I’ve been on the road 4 weeks now. My wife Lesley and I have spent week in London, then a week driving down the southwest coast of Ireland, then to Edinburgh and by car more or less down the east coast of England, which I left last night to come to the Frankfurt International Book Fair. I’ve posted photos and commentary on my blog, which is https://www.lloydkahn.com.
I’m getting organized today to begin 4 days of meetings. Our books are suddenly hot overseas. I’m meeting agents, publishers, or distributors from Germany, France, Spain, Italy, Scandinavia, Vietnam, China, Korea, Australia, South Africa, and Singapore. Stretching is in 23 languages and I’m negotiating contracts for the new significantly-improved 30th anniversary edition in each country. The Koreans have (in the last 5-6 years) published just about every one of our books. Getting Back in Shape is going into Serbian. Stretching will be translated for the first time into Vietnamese. Shelter is in Chinese. I’m pretty excited about the next few days. It’s great to connect with different cultures.
Carpenters’ Dream
Gemuchtli-up-the-kazoo-chite
Each year when I come to the Book Fair, I stay in a spa town, Bad Homburg, a 20-min. train ride from Frankfurt. I flew from London yesterday afternoon and didn’t get to my hotel until about 8:30 PM, got gently scolded by my landlady for being so late, took a shower, then headed out to eat, a cold night. My favorite restaurant, Kartoffulkuche, was closed, and I saw this pub down a dark alley, walked down, pushed open the door, and wham/bam!—I’d walked into a medieval inn, but with 21st century touches.
A half-timbered ceiling, walls of rough plaster painted yellow, lights making a warm glow. Candles here and there. Music in background with a beat. A lot of raucus noise. I sit at the bar in front of some unique wood-structure beer taps and look around. Jesus! On the walls and ceiling are hung or stocked or shelved, old woodworker tools. Like 30 old brace and bit drills, dozens of old wooden block planes, a beautiful collection of carpenters’ bow saws; The types of beer are written on 3′-wide black circular saw blades on the wall. The tables are polished old workbenches.
I’ve spent a lot of time using various tools, and have been around countless builders—all of us interested in tools, and here I’ve walked into a tool museum that any Eric Sloane fan would love, that would dazzle any carpenter.
I got a foamy dark German beer on tap, and rumpsteak and home-fried potatoes, boy was it good! Followed by 2 more foamy beers. And looked around and around at the tools. The beer, the food, the loud conversations (hearty lads), the warm light, friendly bartenders, thumping music…it felt immensely good.
It was like a hearty welcome back to Deutschland, land of (some of) my ancestors (after 4 weeks in Britain, land of other ancestors).
Back to Biz
Stretching–30th Anniversary Edition and Illustrated Gardners Catalog
We’re way behind schedule with both of these books (as usual), but also as usual, it’s been worth the delays, because they’ve both been honed. Update on both books coming in the next month.
Tiny House book
We’ve been gathering info for a year, and it’s my next major project, starting in November. In the somewhat cosmic category, Lesley and I ended up spending two nights in her cousins’ 100 sq. ft. beach hut, watching the water and clouds, hearing wind in the eaves, no electricity, no running water. Perfect for starting this new book.
To follow further adventures on this trip, including an upcoming week in Paris, check my blog.
(Posted 2 days later due to wi-fi scarcity here) I have a ton of stuff, will try to catch up next week in Paris.
Security at the Frankfurt Book Fair is overboard. There are about 18 cop cars (Polizei) parked in one of the parking lots. Cops and security guards everywhere you look, all with guns, clubs, mace, handcuffs. Cops always in pairs, often one has an Uzi-type automatic rifle (with big curved ammo clip) hung diagonally across chest, in position to raise quickly and fire. They watch everyone, all the time. Is this all necessary? Are book lovers really a terrorist target?
The fair is bustling. Mobbed with people.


Tally the lines in these records that hold the string "Average", and reply with the number alone.

***** Input records

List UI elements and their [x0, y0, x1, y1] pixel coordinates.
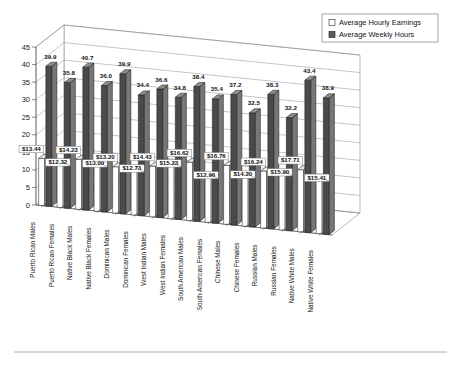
hours-value-label-11: 32.5	[248, 99, 261, 106]
bar-hours-3-side	[107, 82, 112, 212]
hours-value-label-0: 39.9	[44, 53, 57, 60]
hours-value-label-9: 35.4	[211, 85, 224, 92]
x-axis-category-label-8: South American Males	[177, 237, 184, 301]
y-axis-tick-label-30: 30	[22, 95, 30, 104]
bar-earnings-2-front	[76, 159, 82, 209]
bar-hours-3-front	[101, 86, 107, 212]
bar-hours-9-front	[212, 99, 218, 223]
hours-value-label-13: 32.2	[285, 104, 298, 111]
x-axis-category-label-3: Native Black Females	[85, 228, 92, 290]
bar-earnings-1-front	[57, 164, 63, 207]
x-axis-category-label-0: Puerto Rican Males	[29, 222, 36, 278]
bar-hours-12-front	[268, 94, 274, 228]
earnings-value-label-5: $12.73	[122, 164, 141, 171]
bar-hours-13-side	[292, 114, 297, 231]
bar-hours-4-front	[120, 74, 126, 214]
bar-earnings-8-front	[187, 162, 193, 220]
hours-value-label-6: 36.6	[155, 76, 168, 83]
x-axis-category-label-13: Russian Females	[270, 246, 277, 295]
bar-earnings-4-front	[113, 167, 119, 213]
chart-figure: 05101520253035404539.935.840.736.039.934…	[0, 0, 461, 369]
x-axis-category-label-6: West Indian Males	[140, 233, 147, 285]
hours-value-label-10: 37.2	[229, 81, 242, 88]
earnings-value-label-13: $15.90	[270, 168, 289, 175]
bar-hours-10-front	[231, 94, 237, 225]
y-axis-tick-label-35: 35	[22, 78, 30, 87]
bar-hours-11-side	[255, 109, 260, 227]
bar-earnings-9-front	[205, 177, 211, 223]
earnings-value-label-11: $14.20	[233, 170, 252, 177]
bar-hours-0-front	[46, 66, 52, 206]
hours-value-label-1: 35.8	[63, 69, 76, 76]
earnings-value-label-14: $17.71	[281, 156, 300, 163]
y-axis-tick-label-20: 20	[22, 130, 30, 139]
hours-value-label-14: 43.4	[303, 67, 316, 74]
bar-earnings-11-front	[242, 176, 248, 226]
hours-value-label-5: 34.4	[137, 81, 150, 88]
bar-earnings-13-front	[279, 174, 285, 230]
earnings-value-label-15: $15.41	[307, 174, 326, 181]
x-axis-category-label-10: Chinese Males	[214, 241, 221, 283]
x-axis-category-label-11: Chinese Females	[233, 243, 240, 293]
bar-hours-2-side	[89, 63, 94, 210]
x-axis-category-label-9: South American Females	[196, 239, 203, 310]
earnings-value-label-1: $12.32	[48, 158, 67, 165]
bar-hours-10-side	[237, 90, 242, 225]
legend-swatch-hours-icon	[329, 32, 335, 38]
bar-hours-2-front	[83, 67, 89, 210]
bar-hours-6-front	[157, 89, 163, 218]
earnings-value-label-7: $15.23	[159, 159, 178, 166]
bar-hours-14-side	[311, 76, 316, 232]
earnings-value-label-12: $16.24	[244, 158, 263, 165]
bar-earnings-15-front	[316, 180, 322, 234]
hours-value-label-4: 39.9	[118, 60, 131, 67]
bar-hours-8-side	[200, 82, 205, 221]
bar-earnings-7-front	[168, 165, 174, 218]
bar-hours-8-front	[194, 86, 200, 221]
bar-hours-0-side	[52, 62, 57, 206]
bar-earnings-6-front	[150, 166, 156, 217]
hours-value-label-2: 40.7	[81, 54, 94, 61]
bar-hours-14-front	[305, 80, 311, 232]
hours-value-label-7: 34.8	[174, 84, 187, 91]
bar-earnings-14-front	[298, 170, 304, 232]
bar-earnings-5-front	[131, 170, 137, 215]
hours-value-label-8: 38.4	[192, 73, 205, 80]
bar-earnings-0-front	[39, 158, 45, 205]
bar-earnings-12-front	[261, 171, 267, 228]
x-axis-category-label-12: Russian Males	[251, 244, 258, 286]
bar-chart-canvas: 05101520253035404539.935.840.736.039.934…	[0, 0, 461, 369]
x-axis-category-label-14: Native White Males	[288, 248, 295, 303]
legend-swatch-earnings-icon	[329, 20, 335, 26]
earnings-value-label-0: $13.44	[22, 145, 41, 152]
x-axis-category-label-2: Native Black Males	[66, 226, 73, 280]
earnings-value-label-6: $14.43	[133, 153, 152, 160]
bar-earnings-10-front	[224, 165, 230, 224]
earnings-value-label-8: $16.62	[170, 149, 189, 156]
earnings-value-label-2: $14.23	[59, 146, 78, 153]
x-axis-category-label-4: Dominican Males	[103, 229, 110, 278]
bar-hours-15-side	[329, 94, 334, 235]
x-axis-category-label-15: Native White Females	[307, 250, 314, 313]
y-axis-tick-label-10: 10	[22, 165, 30, 174]
hours-value-label-12: 38.3	[266, 81, 279, 88]
x-axis-category-label-1: Puerto Rican Females	[48, 224, 55, 287]
y-axis-tick-label-25: 25	[22, 113, 30, 122]
x-axis-category-label-5: Dominican Females	[122, 231, 129, 287]
y-axis-tick-label-5: 5	[26, 183, 30, 192]
bar-earnings-3-front	[94, 165, 100, 211]
y-axis-tick-label-45: 45	[22, 43, 30, 52]
legend-label-earnings: Average Hourly Earnings	[339, 18, 421, 27]
y-axis-tick-label-0: 0	[26, 201, 30, 210]
earnings-value-label-10: $16.76	[207, 152, 226, 159]
y-axis-tick-label-40: 40	[22, 60, 30, 69]
hours-value-label-15: 38.9	[322, 84, 335, 91]
bar-hours-15-front	[323, 98, 329, 235]
earnings-value-label-9: $12.96	[196, 171, 215, 178]
hours-value-label-3: 36.0	[100, 72, 113, 79]
bar-hours-1-side	[70, 78, 75, 208]
bar-hours-4-side	[126, 70, 131, 214]
legend-label-hours: Average Weekly Hours	[339, 30, 415, 39]
x-axis-category-label-7: West Indian Females	[159, 235, 166, 295]
earnings-value-label-4: $13.20	[96, 153, 115, 160]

**********

Response below
2